Strydom pursued a tertiary education at the University of Pretoria where she graduated in 1978 with a Bachelor of Arts degree, specialising in drama.
Among her musical collaborators are Janine Neethling, Didi Kriel, Lize Beekman, Peter McLea, Siegfried Pretsch and Angerie van Wyk.
Also in 1979, Strydom began working for the Cape Provincial Arts Board (Capab) where she starred in theatre pieces such as Die Wonderwerk (The Miracle) and "Kinkels innie kabel" (Hitches in the Cable).
In the same year she also began freelancing as an actress, cabaret singer, disc jockey, television presenter and writer, this all after winning the lead role motion picture by Franz Marx, called Pasgetroud (Just Married).
In 1980 she was engaged as a singer for the television programme Musiek en Liriek, together with a large group of her colleagues in the Afrikaans music industry.
This programme would turn out to have a lasting impact on the development of Afrikaans popular music being, in the words of Jannie du Toit, a kind of "belated folk revolution".
Johannesburg's famous Market Theatre was the venue for her first performance in one of Hennie Aucamp's cabarets, Met Permissie Gesê (Said With Permission).
The writer Hennie Aucamp had an enormous influence on Strydom's development as a cabaret singer, and she still acknowledges him as her mentor.
Strydom achieved notoriety in 1986 for giving the black power salute after one of her songs in her cabaret at the Oude Libertas Hall in Stellenbosch.
Botha's presidency it would have been taboo for any white Afrikaans woman to use this salute on stage in front of a white-only audience.
Shortly after this scandal Strydom was facing her own private struggle with bipolar depression, something she has written about honestly in her play In Full Light, and in the song Strydom/Amandla.
The Incredible Journey of Tinkerbell van Tonder was her next one-woman-show, which she performed at the State Theatre in Pretoria, at the Grahamstown Festival, and at the Opera House in her hometown, Port Elizabeth.
Her next project was Vrou by die Spieël (Woman at the Mirror), her third CD which she created in collaboration with Didi Kriel and Lize Beekman.
In a prolific year (1997) Strydom toured Belgium with Vrou by die Spieël and State of the Heart, staged the same works at arts festivals in South Africa, and also created the cabaret 'n Vuur gevang in Glas using texts by Hennie Aucamp.
In the same year she was also attacked viciously by three Rotweillers, but was consoled when Nelson Mandela paid her a personal visit after hearing of the incident.
In the following year Strydom was inspired to write Volstoom (Full Steam), a funeral cabaret, which she then premiered at the Aardklop festival in Potchefstroom.
She also helped to rase funds for the Elijah School Fundraising Project by performing her first one-woman show State of Heart in Jeffreys Bay.
In recent years she has remained active on the festival scene in South Africa, which is an integral part of any performance career in that country.
The Low Countries have also seen her performing regularly on their stages, singing at venues like the Koninklijk Teater Carré in September 2008.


What you should do ▸ The required answer is the run of lines from the one holding "Give bounding boxes" to the end of the data below, copied exactly and free of pictures.
=====
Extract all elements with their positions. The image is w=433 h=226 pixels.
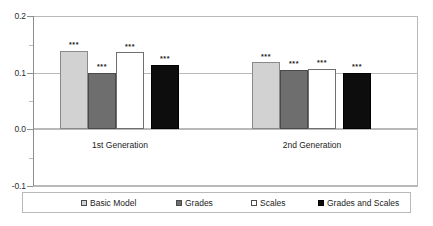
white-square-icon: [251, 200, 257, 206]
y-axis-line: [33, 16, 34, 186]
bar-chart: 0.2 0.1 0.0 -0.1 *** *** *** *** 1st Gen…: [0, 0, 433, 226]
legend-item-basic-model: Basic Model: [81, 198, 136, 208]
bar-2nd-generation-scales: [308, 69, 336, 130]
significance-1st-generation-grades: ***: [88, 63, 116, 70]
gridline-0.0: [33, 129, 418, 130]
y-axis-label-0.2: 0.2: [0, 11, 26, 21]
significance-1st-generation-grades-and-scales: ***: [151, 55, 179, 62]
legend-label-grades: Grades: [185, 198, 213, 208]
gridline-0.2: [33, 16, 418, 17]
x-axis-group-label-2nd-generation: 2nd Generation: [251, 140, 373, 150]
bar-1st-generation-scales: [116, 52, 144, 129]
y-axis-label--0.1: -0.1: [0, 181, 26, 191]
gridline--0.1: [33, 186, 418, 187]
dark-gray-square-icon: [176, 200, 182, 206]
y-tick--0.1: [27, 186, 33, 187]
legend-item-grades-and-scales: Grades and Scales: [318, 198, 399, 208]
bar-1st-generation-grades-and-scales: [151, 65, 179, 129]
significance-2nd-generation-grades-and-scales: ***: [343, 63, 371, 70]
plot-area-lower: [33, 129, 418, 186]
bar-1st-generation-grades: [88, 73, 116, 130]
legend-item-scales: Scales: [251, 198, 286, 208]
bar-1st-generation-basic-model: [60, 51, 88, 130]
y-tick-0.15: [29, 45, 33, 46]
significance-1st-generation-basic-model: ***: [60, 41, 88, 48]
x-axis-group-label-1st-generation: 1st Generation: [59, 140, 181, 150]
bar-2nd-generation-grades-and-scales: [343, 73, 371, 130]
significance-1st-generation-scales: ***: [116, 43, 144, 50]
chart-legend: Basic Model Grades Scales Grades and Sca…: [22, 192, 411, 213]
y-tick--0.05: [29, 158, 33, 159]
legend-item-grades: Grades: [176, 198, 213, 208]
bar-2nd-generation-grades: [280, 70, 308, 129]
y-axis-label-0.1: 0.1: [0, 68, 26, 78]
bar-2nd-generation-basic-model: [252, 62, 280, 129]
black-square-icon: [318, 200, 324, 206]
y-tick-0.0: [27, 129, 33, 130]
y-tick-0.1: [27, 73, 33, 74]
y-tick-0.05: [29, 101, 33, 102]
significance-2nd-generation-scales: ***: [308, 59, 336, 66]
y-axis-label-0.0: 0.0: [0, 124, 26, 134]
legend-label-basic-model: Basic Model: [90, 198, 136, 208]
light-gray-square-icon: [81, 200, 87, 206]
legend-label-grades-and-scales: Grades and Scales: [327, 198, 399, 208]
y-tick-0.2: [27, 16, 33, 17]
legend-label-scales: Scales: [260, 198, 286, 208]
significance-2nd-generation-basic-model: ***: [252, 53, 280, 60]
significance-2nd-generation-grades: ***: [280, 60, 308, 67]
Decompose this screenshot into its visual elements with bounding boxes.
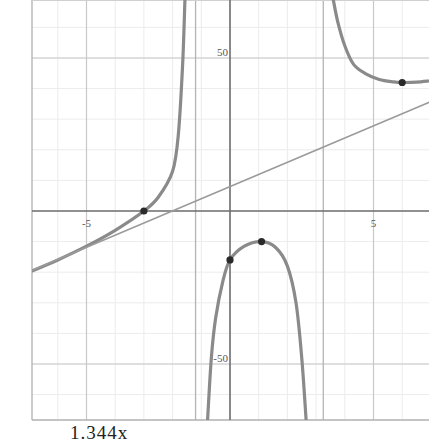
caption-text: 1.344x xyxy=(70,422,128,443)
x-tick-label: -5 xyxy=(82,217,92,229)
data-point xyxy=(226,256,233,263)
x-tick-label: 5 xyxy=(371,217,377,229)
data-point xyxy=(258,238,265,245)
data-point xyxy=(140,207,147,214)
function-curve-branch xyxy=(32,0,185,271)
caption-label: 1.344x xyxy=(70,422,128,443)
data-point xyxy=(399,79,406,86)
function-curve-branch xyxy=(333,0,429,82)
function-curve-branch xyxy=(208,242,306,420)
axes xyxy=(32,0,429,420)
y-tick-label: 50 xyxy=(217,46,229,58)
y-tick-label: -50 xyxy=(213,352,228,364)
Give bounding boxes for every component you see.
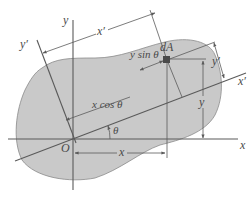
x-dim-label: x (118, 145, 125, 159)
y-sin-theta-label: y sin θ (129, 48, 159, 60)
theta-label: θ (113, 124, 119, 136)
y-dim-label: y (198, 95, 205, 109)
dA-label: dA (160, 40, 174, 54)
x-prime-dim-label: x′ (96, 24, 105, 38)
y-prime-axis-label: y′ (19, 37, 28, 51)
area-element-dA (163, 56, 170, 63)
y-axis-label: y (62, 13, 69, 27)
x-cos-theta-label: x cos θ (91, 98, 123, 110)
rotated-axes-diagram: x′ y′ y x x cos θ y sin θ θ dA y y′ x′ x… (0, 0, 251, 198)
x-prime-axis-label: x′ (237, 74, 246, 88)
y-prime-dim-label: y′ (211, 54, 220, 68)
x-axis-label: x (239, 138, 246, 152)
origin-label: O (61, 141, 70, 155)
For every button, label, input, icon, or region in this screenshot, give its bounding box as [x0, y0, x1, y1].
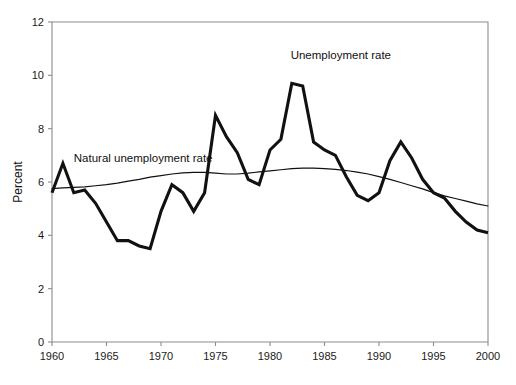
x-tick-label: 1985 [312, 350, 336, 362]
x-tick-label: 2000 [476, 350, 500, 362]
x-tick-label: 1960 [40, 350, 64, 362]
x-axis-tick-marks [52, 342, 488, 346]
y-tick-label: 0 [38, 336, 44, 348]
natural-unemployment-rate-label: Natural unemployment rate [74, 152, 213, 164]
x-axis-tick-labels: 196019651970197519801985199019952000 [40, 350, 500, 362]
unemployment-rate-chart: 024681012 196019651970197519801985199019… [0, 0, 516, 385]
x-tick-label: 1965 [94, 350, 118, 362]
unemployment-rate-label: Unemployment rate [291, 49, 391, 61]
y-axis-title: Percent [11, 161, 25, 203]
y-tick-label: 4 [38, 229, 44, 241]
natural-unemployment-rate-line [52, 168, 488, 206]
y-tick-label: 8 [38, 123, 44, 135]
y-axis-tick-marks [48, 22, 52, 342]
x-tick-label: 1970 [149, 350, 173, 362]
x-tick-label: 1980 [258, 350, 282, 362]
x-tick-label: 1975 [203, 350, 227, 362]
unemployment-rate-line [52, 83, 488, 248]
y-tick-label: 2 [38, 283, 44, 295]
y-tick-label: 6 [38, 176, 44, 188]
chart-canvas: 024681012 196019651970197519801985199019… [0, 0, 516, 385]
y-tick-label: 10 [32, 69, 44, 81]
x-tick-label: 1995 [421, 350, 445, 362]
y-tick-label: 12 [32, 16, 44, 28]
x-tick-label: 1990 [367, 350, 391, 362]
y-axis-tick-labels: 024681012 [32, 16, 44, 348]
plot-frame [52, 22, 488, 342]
=====
Completed exercise ▸
Give bounding boxes for every component you see.
x-dim-label: x (118, 145, 125, 159)
y-sin-theta-label: y sin θ (129, 48, 159, 60)
theta-label: θ (113, 124, 119, 136)
y-dim-label: y (198, 95, 205, 109)
dA-label: dA (160, 40, 174, 54)
x-prime-dim-label: x′ (96, 24, 105, 38)
y-prime-axis-label: y′ (19, 37, 28, 51)
area-element-dA (163, 56, 170, 63)
y-axis-label: y (62, 13, 69, 27)
x-cos-theta-label: x cos θ (91, 98, 123, 110)
rotated-axes-diagram: x′ y′ y x x cos θ y sin θ θ dA y y′ x′ x… (0, 0, 251, 198)
x-prime-axis-label: x′ (237, 74, 246, 88)
y-prime-dim-label: y′ (211, 54, 220, 68)
x-axis-label: x (239, 138, 246, 152)
origin-label: O (61, 141, 70, 155)
For every button, label, input, icon, or region in this screenshot, give its bounding box as [x0, y0, x1, y1].
x-tick-label: 1985 [312, 350, 336, 362]
x-tick-label: 2000 [476, 350, 500, 362]
x-tick-label: 1960 [40, 350, 64, 362]
x-axis-tick-marks [52, 342, 488, 346]
y-tick-label: 0 [38, 336, 44, 348]
natural-unemployment-rate-label: Natural unemployment rate [74, 152, 213, 164]
x-axis-tick-labels: 196019651970197519801985199019952000 [40, 350, 500, 362]
unemployment-rate-chart: 024681012 196019651970197519801985199019… [0, 0, 516, 385]
x-tick-label: 1965 [94, 350, 118, 362]
unemployment-rate-label: Unemployment rate [291, 49, 391, 61]
y-axis-title: Percent [11, 161, 25, 203]
y-tick-label: 4 [38, 229, 44, 241]
natural-unemployment-rate-line [52, 168, 488, 206]
y-tick-label: 8 [38, 123, 44, 135]
y-axis-tick-marks [48, 22, 52, 342]
x-tick-label: 1970 [149, 350, 173, 362]
x-tick-label: 1980 [258, 350, 282, 362]
x-tick-label: 1975 [203, 350, 227, 362]
unemployment-rate-line [52, 83, 488, 248]
y-tick-label: 2 [38, 283, 44, 295]
y-tick-label: 6 [38, 176, 44, 188]
chart-canvas: 024681012 196019651970197519801985199019… [0, 0, 516, 385]
y-tick-label: 10 [32, 69, 44, 81]
x-tick-label: 1995 [421, 350, 445, 362]
y-tick-label: 12 [32, 16, 44, 28]
x-tick-label: 1990 [367, 350, 391, 362]
y-axis-tick-labels: 024681012 [32, 16, 44, 348]
plot-frame [52, 22, 488, 342]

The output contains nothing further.